Reflective classroom perspective + practical ways forward
In recent classroom visits and conversations with teachers I mentor, a pattern keeps emerging. Students in secondary classes are handing in homework that looks complete and correct. Yet when teachers try to discuss that homework in class the next day, many students struggle to explain what they actually understand.
At first glance, it seems like homework is working; notebooks look good, and assignments are done on time. But the deeper question is: Are students really learning?
Many students now admit that homework, which once took an hour, can be finished in minutes using AI tools on their phones. This pressure to “get work done fast” is creating a new classroom reality. Teachers are unsure how to respond. Parents are relieved homework is done, but can’t tell whether real learning is happening.
This situation has made me reflect deeply:
➡ If homework is getting completed but understanding is not growing, does traditional homework still serve its purpose in today’s secondary classrooms?
Why This Matters
The world of learning is changing rapidly. Students are not learning for last semester’s test, they are learning for a future job landscape that doesn’t even exist yet. And technology, especially AI, is not going away.

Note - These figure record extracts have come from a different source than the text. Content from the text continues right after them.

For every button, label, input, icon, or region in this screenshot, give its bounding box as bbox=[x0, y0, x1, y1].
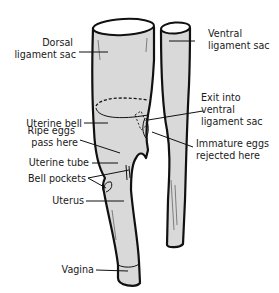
label-immature-eggs: Immature eggs rejected here bbox=[196, 138, 272, 161]
label-uterine-tube: Uterine tube bbox=[29, 157, 89, 168]
label-bell-pockets: Bell pockets bbox=[28, 173, 86, 184]
label-exit-into-ventral: Exit into ventral ligament sac bbox=[201, 92, 263, 127]
label-vagina: Vagina bbox=[62, 264, 94, 275]
label-ripe-eggs: Ripe eggs pass here bbox=[27, 125, 78, 148]
label-ventral-ligament-sac: Ventral ligament sac bbox=[208, 28, 270, 51]
reproductive-tract-diagram: Dorsal ligament sac Ventral ligament sac… bbox=[0, 0, 279, 293]
label-dorsal-ligament-sac: Dorsal ligament sac bbox=[14, 37, 76, 60]
ventral-ligament-sac-shape bbox=[161, 22, 191, 248]
label-uterus: Uterus bbox=[52, 195, 84, 206]
dorsal-ligament-sac-shape bbox=[92, 17, 154, 285]
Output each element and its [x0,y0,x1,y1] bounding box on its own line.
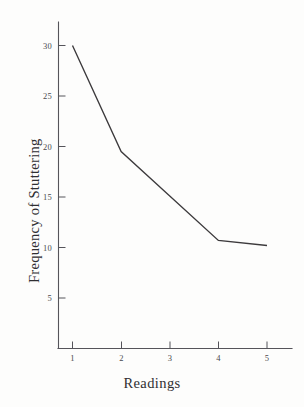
chart-figure: 30 25 20 15 10 5 1 2 3 4 5 Frequency of … [0,0,304,407]
y-tick-label-25: 25 [43,91,52,101]
x-tick-label-1: 1 [70,353,74,363]
y-tick-label-30: 30 [43,41,52,51]
x-axis-ticks [73,342,268,349]
y-tick-label-10: 10 [43,243,52,253]
x-tick-label-3: 3 [168,353,172,363]
y-axis-ticks [59,46,66,299]
x-tick-label-2: 2 [119,353,123,363]
x-axis-tick-labels: 1 2 3 4 5 [70,353,269,363]
x-tick-label-5: 5 [265,353,269,363]
y-tick-label-15: 15 [43,192,52,202]
line-chart-plot: 30 25 20 15 10 5 1 2 3 4 5 [0,0,304,407]
y-axis-tick-labels: 30 25 20 15 10 5 [43,41,52,304]
data-series-line [73,46,268,246]
y-tick-label-5: 5 [48,293,52,303]
x-tick-label-4: 4 [216,353,221,363]
y-tick-label-20: 20 [43,142,52,152]
x-axis-title: Readings [0,375,304,392]
y-axis-title: Frequency of Stuttering [26,138,43,283]
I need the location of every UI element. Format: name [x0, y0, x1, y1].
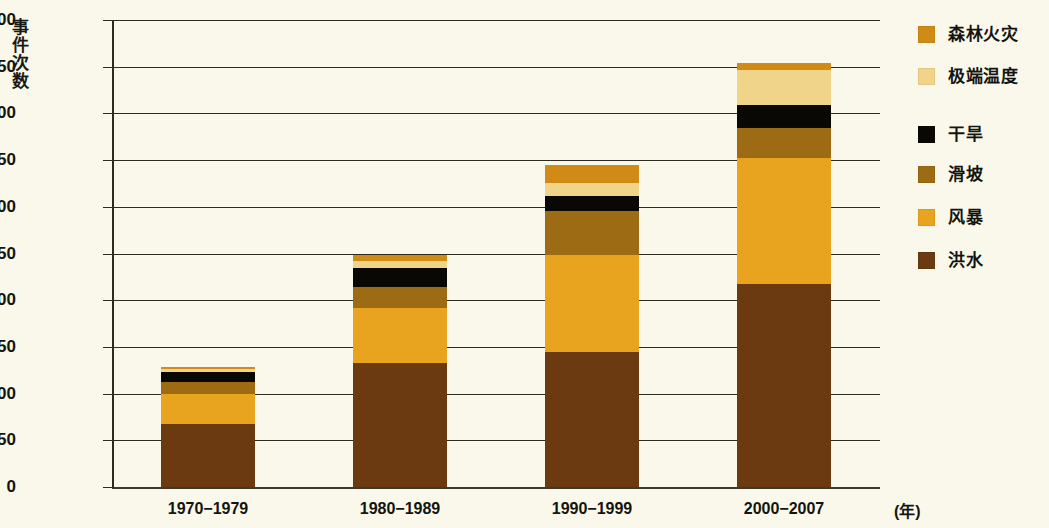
bar-stack — [353, 255, 447, 487]
x-axis-tick-label: 2000−2007 — [744, 500, 825, 518]
bar-stack — [161, 367, 255, 487]
legend-label: 滑坡 — [948, 165, 983, 184]
gridline — [112, 487, 880, 489]
legend-label: 风暴 — [948, 208, 983, 227]
legend-swatch-icon — [918, 26, 935, 43]
bar-segment[interactable] — [545, 183, 639, 195]
bar-segment[interactable] — [161, 367, 255, 369]
y-axis-tick-label: 350 — [0, 150, 16, 170]
bar-segment[interactable] — [353, 255, 447, 261]
bar-segment[interactable] — [353, 308, 447, 363]
bar-segment[interactable] — [545, 165, 639, 184]
bar-stack — [545, 165, 639, 487]
legend-item[interactable]: 洪水 — [918, 250, 983, 270]
y-axis-tick-mark — [103, 207, 114, 208]
bar-segment[interactable] — [353, 287, 447, 308]
legend-item[interactable]: 森林火灾 — [918, 24, 1018, 44]
bar-segment[interactable] — [737, 70, 831, 105]
y-axis-tick-mark — [103, 440, 114, 441]
legend-item[interactable]: 滑坡 — [918, 164, 983, 184]
bar-segment[interactable] — [737, 158, 831, 284]
y-axis-tick-mark — [103, 67, 114, 68]
legend-item[interactable]: 极端温度 — [918, 66, 1018, 86]
bar-segment[interactable] — [737, 128, 831, 158]
bar-segment[interactable] — [545, 352, 639, 487]
y-axis-tick-mark — [103, 113, 114, 114]
legend-label: 干旱 — [948, 125, 983, 144]
legend-item[interactable]: 干旱 — [918, 124, 983, 144]
y-axis-tick-mark — [103, 347, 114, 348]
y-axis-tick-mark — [103, 394, 114, 395]
bar-segment[interactable] — [545, 196, 639, 211]
y-axis-tick-label: 0 — [0, 477, 16, 497]
y-axis-tick-label: 150 — [0, 337, 16, 357]
y-axis-tick-mark — [103, 160, 114, 161]
legend-label: 洪水 — [948, 251, 983, 270]
bar-segment[interactable] — [161, 382, 255, 393]
bar-segment[interactable] — [545, 211, 639, 256]
legend-label: 极端温度 — [948, 67, 1018, 86]
plot-area — [112, 20, 880, 487]
bar-segment[interactable] — [353, 363, 447, 487]
bar-stack — [737, 63, 831, 487]
y-axis-tick-mark — [103, 20, 114, 21]
legend-swatch-icon — [918, 68, 935, 85]
y-axis-tick-label: 250 — [0, 244, 16, 264]
y-axis-tick-mark — [103, 487, 114, 488]
legend-swatch-icon — [918, 166, 935, 183]
bar-group[interactable] — [161, 367, 255, 487]
x-axis-unit-label: (年) — [894, 498, 921, 522]
bar-segment[interactable] — [161, 394, 255, 425]
bar-segment[interactable] — [737, 105, 831, 128]
bar-segment[interactable] — [161, 424, 255, 487]
bar-group[interactable] — [353, 255, 447, 487]
stacked-bar-chart: 事件次数 050100150200250300350400450500 1970… — [0, 0, 1049, 528]
legend-swatch-icon — [918, 126, 935, 143]
bar-segment[interactable] — [353, 268, 447, 288]
y-axis-tick-label: 300 — [0, 197, 16, 217]
gridline — [112, 20, 880, 21]
legend-item[interactable]: 风暴 — [918, 207, 983, 227]
bar-segment[interactable] — [161, 372, 255, 382]
bar-group[interactable] — [737, 63, 831, 487]
bar-segment[interactable] — [737, 284, 831, 487]
y-axis-tick-label: 100 — [0, 384, 16, 404]
bar-segment[interactable] — [353, 261, 447, 268]
y-axis-tick-label: 450 — [0, 57, 16, 77]
y-axis-tick-label: 500 — [0, 10, 16, 30]
legend-label: 森林火灾 — [948, 25, 1018, 44]
x-axis-tick-label: 1980−1989 — [360, 500, 441, 518]
x-axis-tick-label: 1990−1999 — [552, 500, 633, 518]
y-axis-tick-label: 400 — [0, 103, 16, 123]
bar-segment[interactable] — [161, 369, 255, 372]
y-axis-tick-mark — [103, 300, 114, 301]
y-axis-tick-label: 50 — [0, 430, 16, 450]
y-axis-tick-mark — [103, 254, 114, 255]
x-axis-tick-label: 1970−1979 — [168, 500, 249, 518]
legend-swatch-icon — [918, 209, 935, 226]
bar-group[interactable] — [545, 165, 639, 487]
bar-segment[interactable] — [545, 255, 639, 351]
y-axis-tick-label: 200 — [0, 290, 16, 310]
legend-swatch-icon — [918, 252, 935, 269]
bar-segment[interactable] — [737, 63, 831, 70]
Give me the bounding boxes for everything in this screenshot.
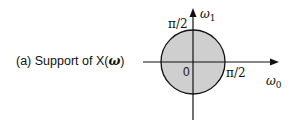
horizontal-axis-arrow-icon [270, 59, 279, 66]
top-tick-label: π/2 [168, 17, 188, 31]
vertical-axis-arrow-icon [190, 8, 197, 17]
omega1-label: ω1 [200, 7, 216, 23]
omega0-label: ω0 [266, 74, 282, 90]
right-tick-label: π/2 [226, 66, 246, 80]
frequency-support-diagram: ω1 ω0 π/2 π/2 0 [0, 0, 299, 122]
origin-label: 0 [183, 65, 190, 79]
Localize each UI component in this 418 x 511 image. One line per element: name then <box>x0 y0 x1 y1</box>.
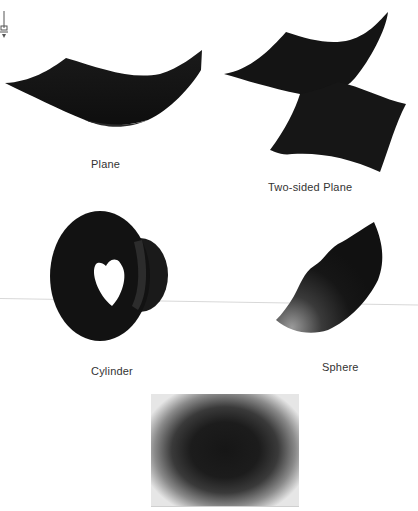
caption-sphere: Sphere <box>322 361 359 373</box>
two-sided-plane-surface <box>210 0 418 170</box>
caption-cylinder: Cylinder <box>91 365 133 377</box>
gradient-rectangle <box>151 394 299 507</box>
sphere-shape <box>210 210 418 360</box>
cylinder-shape <box>0 210 210 360</box>
caption-two-sided-plane: Two-sided Plane <box>268 181 352 193</box>
caption-plane: Plane <box>91 158 120 170</box>
pin-icon <box>0 8 12 40</box>
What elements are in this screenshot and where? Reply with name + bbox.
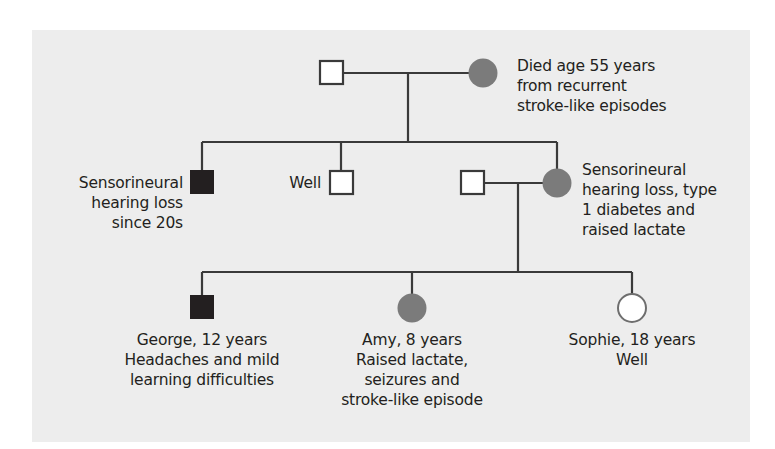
sophie-circle-icon <box>618 294 646 322</box>
label-line: seizures and <box>322 370 502 390</box>
grandmother-circle-icon <box>469 59 498 88</box>
label-line: learning difficulties <box>112 370 292 390</box>
daughter-label: Sensorineural hearing loss, type 1 diabe… <box>582 160 717 240</box>
george-label: George, 12 years Headaches and mild lear… <box>112 330 292 390</box>
label-line: hearing loss, type <box>582 180 717 200</box>
label-line: George, 12 years <box>112 330 292 350</box>
sophie-label: Sophie, 18 years Well <box>552 330 712 370</box>
son-well-label: Well <box>289 173 321 193</box>
label-line: Amy, 8 years <box>322 330 502 350</box>
label-line: Sensorineural <box>79 173 183 193</box>
grandfather-square-icon <box>320 61 343 84</box>
label-line: Sensorineural <box>582 160 717 180</box>
label-line: 1 diabetes and <box>582 200 717 220</box>
label-line: Raised lactate, <box>322 350 502 370</box>
son-affected-label: Sensorineural hearing loss since 20s <box>79 173 183 233</box>
son-well-square-icon <box>330 171 353 194</box>
label-line: Died age 55 years <box>517 56 666 76</box>
label-line: Sophie, 18 years <box>552 330 712 350</box>
label-line: hearing loss <box>79 193 183 213</box>
amy-circle-icon <box>398 294 427 323</box>
daughter-spouse-square-icon <box>461 171 484 194</box>
label-line: since 20s <box>79 213 183 233</box>
label-line: from recurrent <box>517 76 666 96</box>
label-line: stroke-like episodes <box>517 96 666 116</box>
label-line: Well <box>552 350 712 370</box>
daughter-circle-icon <box>543 169 572 198</box>
label-line: stroke-like episode <box>322 390 502 410</box>
label-line: raised lactate <box>582 220 717 240</box>
label-line: Well <box>289 173 321 193</box>
label-line: Headaches and mild <box>112 350 292 370</box>
amy-label: Amy, 8 years Raised lactate, seizures an… <box>322 330 502 410</box>
george-square-icon <box>190 295 214 319</box>
son-affected-square-icon <box>190 170 214 194</box>
grandmother-label: Died age 55 years from recurrent stroke-… <box>517 56 666 116</box>
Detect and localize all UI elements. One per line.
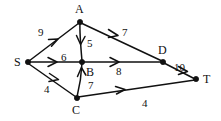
edge-weight-S-A: 9 xyxy=(38,27,44,38)
node-label-A: A xyxy=(75,3,84,15)
edge-weight-C-B: 7 xyxy=(88,80,94,91)
node-label-B: B xyxy=(86,66,94,78)
node-label-S: S xyxy=(14,56,21,68)
edge-weight-D-T: 10 xyxy=(174,62,185,73)
edge-weight-S-B: 6 xyxy=(61,52,67,63)
node-A[interactable] xyxy=(77,19,82,24)
graph-canvas xyxy=(0,0,221,121)
node-label-D: D xyxy=(158,44,167,56)
node-label-T: T xyxy=(203,73,210,85)
edge-S-A xyxy=(29,23,79,61)
node-B[interactable] xyxy=(79,59,84,64)
edge-S-B xyxy=(30,58,81,67)
node-T[interactable] xyxy=(193,76,198,81)
edge-S-C xyxy=(29,64,76,97)
edge-weight-B-D: 8 xyxy=(116,66,122,77)
edge-weight-A-B: 5 xyxy=(87,38,93,49)
edge-C-T xyxy=(78,80,195,97)
node-label-C: C xyxy=(72,104,80,116)
graph-figure: S A B C D T 9 6 4 5 7 8 7 4 10 xyxy=(0,0,221,121)
node-S[interactable] xyxy=(25,59,30,64)
node-C[interactable] xyxy=(74,95,79,100)
edge-C-B xyxy=(77,63,86,97)
edge-weight-S-C: 4 xyxy=(44,84,50,95)
node-D[interactable] xyxy=(160,59,165,64)
edge-weight-A-D: 7 xyxy=(122,27,128,38)
edge-A-B xyxy=(77,23,86,61)
edge-B-D xyxy=(83,58,162,67)
edge-weight-C-T: 4 xyxy=(142,98,148,109)
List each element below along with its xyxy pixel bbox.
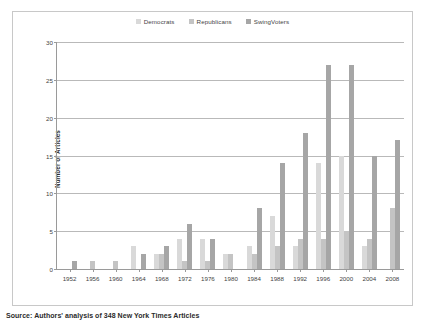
x-tick-mark-2008 <box>392 269 393 272</box>
x-tick-mark-1972 <box>185 269 186 272</box>
y-tick-mark-10 <box>54 193 57 194</box>
legend-swatch-swingvoters <box>246 19 251 24</box>
bar-group-1976: 1976 <box>196 42 219 269</box>
bar-group-1960: 1960 <box>104 42 127 269</box>
y-tick-mark-25 <box>54 80 57 81</box>
bar-swingvoters-1972 <box>187 224 192 269</box>
bar-swingvoters-1976 <box>210 239 215 269</box>
x-tick-mark-1992 <box>300 269 301 272</box>
y-tick-mark-20 <box>54 118 57 119</box>
x-tick-label-1964: 1964 <box>132 275 146 282</box>
bar-swingvoters-2008 <box>395 140 400 269</box>
x-tick-label-1996: 1996 <box>316 275 330 282</box>
legend-entry-democrats: Democrats <box>136 18 175 25</box>
x-tick-mark-1964 <box>139 269 140 272</box>
y-tick-label-10: 10 <box>46 190 53 197</box>
bar-swingvoters-2004 <box>372 156 377 270</box>
plot-area: 051015202530 195219561960196419681972197… <box>56 42 404 270</box>
x-tick-mark-1956 <box>93 269 94 272</box>
bar-group-1992: 1992 <box>289 42 312 269</box>
bar-group-1956: 1956 <box>81 42 104 269</box>
x-tick-label-2008: 2008 <box>386 275 400 282</box>
bar-swingvoters-1964 <box>141 254 146 269</box>
x-tick-label-1988: 1988 <box>270 275 284 282</box>
x-tick-label-1972: 1972 <box>178 275 192 282</box>
x-tick-mark-1980 <box>231 269 232 272</box>
legend-label-democrats: Democrats <box>144 18 175 25</box>
x-tick-mark-1968 <box>162 269 163 272</box>
x-tick-label-1952: 1952 <box>63 275 77 282</box>
y-tick-mark-30 <box>54 42 57 43</box>
x-tick-mark-2004 <box>369 269 370 272</box>
bar-swingvoters-1988 <box>280 163 285 269</box>
y-tick-label-5: 5 <box>50 228 53 235</box>
bar-republicans-1960 <box>113 261 118 269</box>
bar-group-1984: 1984 <box>243 42 266 269</box>
y-tick-label-0: 0 <box>50 266 53 273</box>
y-tick-label-30: 30 <box>46 39 53 46</box>
legend-label-swingvoters: SwingVoters <box>254 18 290 25</box>
bar-group-1968: 1968 <box>150 42 173 269</box>
bar-republicans-1956 <box>90 261 95 269</box>
y-tick-mark-15 <box>54 156 57 157</box>
bar-swingvoters-1952 <box>72 261 77 269</box>
bar-group-2000: 2000 <box>335 42 358 269</box>
y-tick-label-15: 15 <box>46 152 53 159</box>
bar-democrats-1964 <box>131 246 136 269</box>
bar-group-2004: 2004 <box>358 42 381 269</box>
chart-legend: DemocratsRepublicansSwingVoters <box>13 18 412 25</box>
x-tick-mark-1988 <box>277 269 278 272</box>
chart-frame: DemocratsRepublicansSwingVoters Number o… <box>12 11 413 306</box>
y-tick-label-25: 25 <box>46 76 53 83</box>
bar-group-2008: 2008 <box>381 42 404 269</box>
bar-group-1952: 1952 <box>58 42 81 269</box>
legend-entry-republicans: Republicans <box>189 18 232 25</box>
legend-entry-swingvoters: SwingVoters <box>246 18 290 25</box>
x-tick-label-1976: 1976 <box>201 275 215 282</box>
bar-group-1972: 1972 <box>173 42 196 269</box>
y-tick-label-20: 20 <box>46 114 53 121</box>
x-tick-label-1992: 1992 <box>293 275 307 282</box>
x-tick-label-1968: 1968 <box>155 275 169 282</box>
x-tick-label-1980: 1980 <box>224 275 238 282</box>
bar-swingvoters-2000 <box>349 65 354 269</box>
legend-label-republicans: Republicans <box>197 18 232 25</box>
bars-layer: 1952195619601964196819721976198019841988… <box>58 42 404 269</box>
bar-group-1964: 1964 <box>127 42 150 269</box>
x-tick-mark-1952 <box>70 269 71 272</box>
y-tick-mark-0 <box>54 269 57 270</box>
y-tick-mark-5 <box>54 231 57 232</box>
bar-group-1980: 1980 <box>219 42 242 269</box>
bar-swingvoters-1996 <box>326 65 331 269</box>
legend-swatch-republicans <box>189 19 194 24</box>
source-note: Source: Authors' analysis of 348 New Yor… <box>6 312 199 319</box>
chart-figure: DemocratsRepublicansSwingVoters Number o… <box>0 0 425 334</box>
bar-republicans-1980 <box>228 254 233 269</box>
x-tick-label-2000: 2000 <box>339 275 353 282</box>
x-tick-label-1956: 1956 <box>86 275 100 282</box>
x-tick-mark-1996 <box>323 269 324 272</box>
x-tick-mark-1976 <box>208 269 209 272</box>
bar-swingvoters-1968 <box>164 246 169 269</box>
bar-group-1988: 1988 <box>266 42 289 269</box>
bar-swingvoters-1984 <box>257 208 262 269</box>
x-tick-mark-1984 <box>254 269 255 272</box>
x-tick-label-2004: 2004 <box>362 275 376 282</box>
x-tick-label-1960: 1960 <box>109 275 123 282</box>
x-tick-label-1984: 1984 <box>247 275 261 282</box>
bar-swingvoters-1992 <box>303 133 308 269</box>
bar-group-1996: 1996 <box>312 42 335 269</box>
x-tick-mark-1960 <box>116 269 117 272</box>
legend-swatch-democrats <box>136 19 141 24</box>
x-tick-mark-2000 <box>346 269 347 272</box>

Research shows that homework helps students learn not just when it is completed, but also when it is designed to make students think and understand concepts. A large study on homework strategies found that, even though schools give more homework, sometimes resulting in better overall results, the time an individual student spends on homework does not always improve their performance. This means homework works best when tasks match students’ learning needs and encourage real understanding, rather than simply giving more work to complete, especially now that AI tools can easily generate answers without real learning. frontiers
So the question we must really ask is not whether students should complete homework, but whether homework is helping them think and understand.
Students: From Completion to Understanding
Many secondary students today are efficient with technology.
They can:
- find answers quickly online
- use AI tools to generate text
- copy and paste with minimal thought
But these shortcuts do not always build:
- critical thinking
- deeper understanding
- ability to explain ideas in one’s own words
Research on deep learning strategies shows that activities such as explaining ideas to others, reflective questioning, and application in new contexts improve learning far more than rote rewriting. Dunlosky et al. (2013)
Teachers: Balancing Tradition and Change
I’ve heard many teachers say:
Homework always mattered, but now it feels like we are just grading copied work.
This frustration makes sense. Teachers want students to learn, not to finish tasks. But teachers are also reflecting on what good homework should look like:
Research-informed homework practices that work:
- Short, reflective tasks asking students to write what they thought about a question rather than how they completed it. Hattie, 2009
- Application tasks connecting classroom learning to real-life problems.
- Classroom dialogue about homework using homework as a starting point for discussion, not just a graded deliverable.
- Student choice gives students options for how they show understanding.
These practices help homework become a bridge to thinking rather than a checkpoint of completion.
Parents: What Real Learning Looks Like
Parents often feel relieved when homework is done. But that relief can mask something deeper: Is understanding happening at home?
Parents who engage in small conversations, like asking, What did you think about this assignment? Instead of Did you finish your homework? help students shift toward meaningful learning.
Research on family engagement in learning confirms this: small parent-student discussions about thinking and reasoning improve understanding and memory. Journal of Educational Psychology
So, What Needs to Change?
Based on classroom practice, mentorship conversations, and research evidence, I’ve found a few promising approaches:
1) Rethink Homework Purpose
Homework should help students think, not just complete.
2) Focus on Reflection and Reasoning
Tasks like ‘Explain why…’ or ‘What would happen if…?’ encourage deeper thinking than copying answers.
3) Integrate Classroom Discussion
Use homework as a starting point for dialogue, not as a late-night chore.
4) Teach AI as a Tool, not a Shortcut
Instead of banning AI, help students use it responsibly for brainstorming, summarising, or explaining ideas, while still practising critical thinking.
A Hopeful Conclusion
The world of learning is changing. Homework, as we’ve known it for decades, may no longer fit the classroom reality of 2026 and beyond, but that doesn’t mean learning is broken.
It means we have an opportunity to redefine homework so it:
- supports understanding,
- connects school and home thinking,
- embraces technology responsibly,
- and prepares students for future challenges.
Perhaps the real question today is not’Does homework still make sense?’ but ‘How can homework help students think deeper and prepare for a world where technology and understanding must go hand in hand?’
This version of homework, which is reflective, thoughtful, and discussion-based, feels like the kind of learning future classrooms need.